Spinoza said that all things wish to continue in their own form forever: the human desire to live longer is instinctive. And we’re getting better at it. The life expectancy of a person born in the United States in 1900 was 47 years; for a baby in 2002, it was 77 years and a few months. This remarkable improvement is due to a century of medical advances, particularly those involving the treatment of severe infections, traumatic injuries, and certain contagious diseases. But average life expectancy has risen extremely gradually in the last 50 years. Using conventional medicine, human beings in wealthy nations seem to be living about as long as they can.
This is because we haven’t cured aging or the diseases of aging. Even if you stay healthy most of your life – avoiding car accidents, various fatal infections, and any number of deadly ailments – your body will age and die. But is the aging process biologically immutable? That’s the question raised in this month’s profile of Aubrey de Grey, a University of Cambridge computer scientist and self-taught biologist who loudly and angrily argues that there is nothing inevitable about aging and death (see “Do you Want to Live Forever?”). Aging, he says, is “repulsive” and death from aging “barbaric.” De Grey, who lectures and publishes widely on the topic, claims that by “perturbing” our cellular processes, we could live for thousands and thousands of years. Further, he says that we will be able to do this 25 to 100 years from now.
Is this absurd? Yes, of course it is. Yet recent breakthroughs in molecular biology and genetics have created an exciting new field called biogerontology that promises to explain why organisms age. And for the first time, serious scientists can imagine ways to actively alter this process. Physician Sherwin Nuland traveled to Cambridge, England, to see just how de Grey’s radical vision fits into this emerging field.
Sherwin Nuland would not be satisfied by anything less than rigorous scientific reasoning and evidence. Indeed, it’s hard to imagine a writer more qualified to profile the eccentric de Grey. A clinical professor of surgery at Yale University’s School of Medicine, Nuland is also an expert on medical history and bioethics. He has written several books on the subject of human biology, including How We Die, which won the National Book Award in 1994. He has been published in the New Yorker, the New York Times, and Time.
What does Nuland think of the bearded de Grey’s offer of immortality? He isn’t buying it. Yet he presents de Grey as a compelling and brilliant visionary who forces listeners to reconsider what they know about aging – and what it would mean to radically extend the life span of humans. Nuland concludes that de Grey’s strategies to eliminate aging won’t work. And for social, medical, and cultural reasons, he says, that’s a good thing.
Nuland’s story on de Grey suggests it’s time to think about the medical and ethical implications of antiaging research. Those in the research and medical communities must explain to the public the priorities and goals of such research. Informed consumers of science and technology should be able to separate the hyperbole of de Grey’s claims from what the science could offer.
That’s real enough. While it is highly unlikely that aging can be permanently halted at the cellular level, antiaging science might allow doctors to “compress the morbidity” of their patients: that is, reduce the amount of time geriatric patients suffer from the chronic diseases of old age like heart disease, macular degeneration, senile diabetes, or dementia. Such therapies would also extend human life – at least a little bit, anyway. Human beings could live beyond the age of 80 or 90, and in relatively good health. And while that’s not immortality, it offers something like happiness on a reasonable, human scale.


● **TRY IT**
Copy the data below. Keep every line exactly as it is.

● **Free-text object descriptions**
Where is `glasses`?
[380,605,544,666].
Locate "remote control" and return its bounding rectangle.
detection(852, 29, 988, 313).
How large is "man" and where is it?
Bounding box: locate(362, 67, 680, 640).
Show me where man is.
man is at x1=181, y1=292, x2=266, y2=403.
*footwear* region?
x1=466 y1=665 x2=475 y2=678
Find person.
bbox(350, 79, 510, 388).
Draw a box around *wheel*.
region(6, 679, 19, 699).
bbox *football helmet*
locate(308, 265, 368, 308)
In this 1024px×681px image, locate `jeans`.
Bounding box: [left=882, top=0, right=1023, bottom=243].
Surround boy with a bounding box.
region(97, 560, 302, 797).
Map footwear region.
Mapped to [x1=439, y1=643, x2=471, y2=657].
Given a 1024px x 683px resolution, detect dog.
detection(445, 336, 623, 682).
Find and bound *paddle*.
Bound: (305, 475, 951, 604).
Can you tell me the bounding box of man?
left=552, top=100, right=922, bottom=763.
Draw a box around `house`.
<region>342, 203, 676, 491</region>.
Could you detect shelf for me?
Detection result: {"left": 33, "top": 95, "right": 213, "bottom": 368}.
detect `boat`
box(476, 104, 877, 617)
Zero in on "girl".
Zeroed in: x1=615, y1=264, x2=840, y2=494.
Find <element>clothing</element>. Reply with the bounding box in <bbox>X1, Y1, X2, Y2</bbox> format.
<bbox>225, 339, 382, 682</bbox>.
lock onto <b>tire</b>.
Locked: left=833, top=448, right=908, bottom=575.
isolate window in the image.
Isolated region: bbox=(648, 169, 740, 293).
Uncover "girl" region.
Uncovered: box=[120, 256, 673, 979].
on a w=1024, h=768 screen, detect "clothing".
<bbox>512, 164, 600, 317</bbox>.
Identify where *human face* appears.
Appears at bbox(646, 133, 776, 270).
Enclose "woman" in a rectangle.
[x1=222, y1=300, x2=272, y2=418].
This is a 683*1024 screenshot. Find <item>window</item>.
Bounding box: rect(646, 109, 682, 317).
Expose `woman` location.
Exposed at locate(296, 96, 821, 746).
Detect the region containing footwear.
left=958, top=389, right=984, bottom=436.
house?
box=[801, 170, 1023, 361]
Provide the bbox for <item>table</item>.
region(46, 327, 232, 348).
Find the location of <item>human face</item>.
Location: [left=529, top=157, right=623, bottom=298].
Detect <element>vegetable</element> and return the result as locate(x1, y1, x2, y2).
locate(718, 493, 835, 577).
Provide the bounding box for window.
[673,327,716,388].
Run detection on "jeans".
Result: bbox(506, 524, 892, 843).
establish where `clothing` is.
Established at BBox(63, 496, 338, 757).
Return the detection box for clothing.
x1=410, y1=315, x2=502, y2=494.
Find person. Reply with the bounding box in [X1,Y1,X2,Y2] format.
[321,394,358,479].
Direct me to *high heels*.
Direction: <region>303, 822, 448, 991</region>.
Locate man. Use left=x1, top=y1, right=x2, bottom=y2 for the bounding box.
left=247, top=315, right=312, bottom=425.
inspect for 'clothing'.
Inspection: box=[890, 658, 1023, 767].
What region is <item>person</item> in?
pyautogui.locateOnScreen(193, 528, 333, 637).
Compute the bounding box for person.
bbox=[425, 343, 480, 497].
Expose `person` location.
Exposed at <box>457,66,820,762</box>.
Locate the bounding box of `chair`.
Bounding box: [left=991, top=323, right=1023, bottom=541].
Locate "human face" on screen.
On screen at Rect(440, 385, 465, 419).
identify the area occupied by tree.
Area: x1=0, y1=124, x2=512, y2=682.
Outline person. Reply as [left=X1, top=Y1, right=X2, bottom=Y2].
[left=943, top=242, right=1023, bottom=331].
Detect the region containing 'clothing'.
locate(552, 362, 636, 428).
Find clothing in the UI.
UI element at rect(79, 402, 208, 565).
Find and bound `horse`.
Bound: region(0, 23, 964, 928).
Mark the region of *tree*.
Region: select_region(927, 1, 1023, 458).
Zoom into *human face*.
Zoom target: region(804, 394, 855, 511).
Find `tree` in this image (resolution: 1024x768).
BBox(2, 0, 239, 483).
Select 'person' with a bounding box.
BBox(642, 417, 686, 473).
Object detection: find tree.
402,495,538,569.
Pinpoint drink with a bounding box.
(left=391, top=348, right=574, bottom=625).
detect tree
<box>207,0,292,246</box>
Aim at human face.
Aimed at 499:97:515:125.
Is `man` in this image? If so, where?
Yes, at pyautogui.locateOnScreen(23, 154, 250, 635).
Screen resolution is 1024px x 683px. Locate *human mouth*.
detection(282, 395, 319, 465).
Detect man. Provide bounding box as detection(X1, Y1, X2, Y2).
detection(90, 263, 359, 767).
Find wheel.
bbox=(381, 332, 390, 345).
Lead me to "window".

● **RESULT OF THIS EXERCISE**
Where is `glasses`?
[380,605,544,666].
Locate "remote control" and return its bounding rectangle.
detection(852, 29, 988, 313).
How large is "man" and where is it?
Bounding box: locate(362, 67, 680, 640).
Show me where man is.
man is at x1=181, y1=292, x2=266, y2=403.
*footwear* region?
x1=466 y1=665 x2=475 y2=678
Find person.
bbox(350, 79, 510, 388).
Draw a box around *wheel*.
region(6, 679, 19, 699).
bbox *football helmet*
locate(308, 265, 368, 308)
In this 1024px×681px image, locate `jeans`.
Bounding box: [left=882, top=0, right=1023, bottom=243].
Surround boy with a bounding box.
region(97, 560, 302, 797).
Map footwear region.
Mapped to [x1=439, y1=643, x2=471, y2=657].
Given a 1024px x 683px resolution, detect dog.
detection(445, 336, 623, 682).
Find and bound *paddle*.
Bound: (305, 475, 951, 604).
Can you tell me the bounding box of man?
left=552, top=100, right=922, bottom=763.
Draw a box around `house`.
<region>342, 203, 676, 491</region>.
Could you detect shelf for me?
Detection result: {"left": 33, "top": 95, "right": 213, "bottom": 368}.
detect `boat`
box(476, 104, 877, 617)
Zero in on "girl".
Zeroed in: x1=615, y1=264, x2=840, y2=494.
Find <element>clothing</element>. Reply with the bounding box in <bbox>X1, Y1, X2, Y2</bbox> format.
<bbox>225, 339, 382, 682</bbox>.
lock onto <b>tire</b>.
Locked: left=833, top=448, right=908, bottom=575.
isolate window in the image.
Isolated region: bbox=(648, 169, 740, 293).
Uncover "girl" region.
Uncovered: box=[120, 256, 673, 979].
on a w=1024, h=768 screen, detect "clothing".
<bbox>512, 164, 600, 317</bbox>.
Identify where *human face* appears.
Appears at bbox(646, 133, 776, 270).
Enclose "woman" in a rectangle.
[x1=222, y1=300, x2=272, y2=418].
This is a 683*1024 screenshot. Find <item>window</item>.
Bounding box: rect(646, 109, 682, 317).
Expose `woman` location.
Exposed at locate(296, 96, 821, 746).
Detect the region containing footwear.
left=958, top=389, right=984, bottom=436.
house?
box=[801, 170, 1023, 361]
Provide the bbox for <item>table</item>.
region(46, 327, 232, 348).
Find the location of <item>human face</item>.
Location: [left=529, top=157, right=623, bottom=298].
Detect <element>vegetable</element> and return the result as locate(x1, y1, x2, y2).
locate(718, 493, 835, 577).
Provide the bounding box for window.
[673,327,716,388].
Run detection on "jeans".
Result: bbox(506, 524, 892, 843).
establish where `clothing` is.
Established at BBox(63, 496, 338, 757).
Return the detection box for clothing.
x1=410, y1=315, x2=502, y2=494.
Find person. Reply with the bounding box in [X1,Y1,X2,Y2] format.
[321,394,358,479].
Direct me to *high heels*.
Direction: <region>303, 822, 448, 991</region>.
Locate man. Use left=x1, top=y1, right=x2, bottom=y2 for the bounding box.
left=247, top=315, right=312, bottom=425.
inspect for 'clothing'.
Inspection: box=[890, 658, 1023, 767].
What region is <item>person</item> in?
pyautogui.locateOnScreen(193, 528, 333, 637).
Compute the bounding box for person.
bbox=[425, 343, 480, 497].
Expose `person` location.
Exposed at <box>457,66,820,762</box>.
Locate the bounding box of `chair`.
Bounding box: [left=991, top=323, right=1023, bottom=541].
Locate "human face" on screen.
On screen at Rect(440, 385, 465, 419).
identify the area occupied by tree.
Area: x1=0, y1=124, x2=512, y2=682.
Outline person. Reply as [left=X1, top=Y1, right=X2, bottom=Y2].
[left=943, top=242, right=1023, bottom=331].
Detect the region containing 'clothing'.
locate(552, 362, 636, 428).
Find clothing in the UI.
UI element at rect(79, 402, 208, 565).
Find and bound `horse`.
Bound: region(0, 23, 964, 928).
Mark the region of *tree*.
Region: select_region(927, 1, 1023, 458).
Zoom into *human face*.
Zoom target: region(804, 394, 855, 511).
Find `tree` in this image (resolution: 1024x768).
BBox(2, 0, 239, 483).
Select 'person' with a bounding box.
BBox(642, 417, 686, 473).
Object detection: find tree.
402,495,538,569.
Pinpoint drink with a bounding box.
(left=391, top=348, right=574, bottom=625).
detect tree
<box>207,0,292,246</box>
Aim at human face.
Aimed at 499:97:515:125.
Is `man` in this image? If so, where?
Yes, at pyautogui.locateOnScreen(23, 154, 250, 635).
Screen resolution is 1024px x 683px. Locate *human mouth*.
detection(282, 395, 319, 465).
Detect man. Provide bounding box as detection(X1, Y1, X2, Y2).
detection(90, 263, 359, 767).
Find wheel.
bbox=(381, 332, 390, 345).
Lead me to "window".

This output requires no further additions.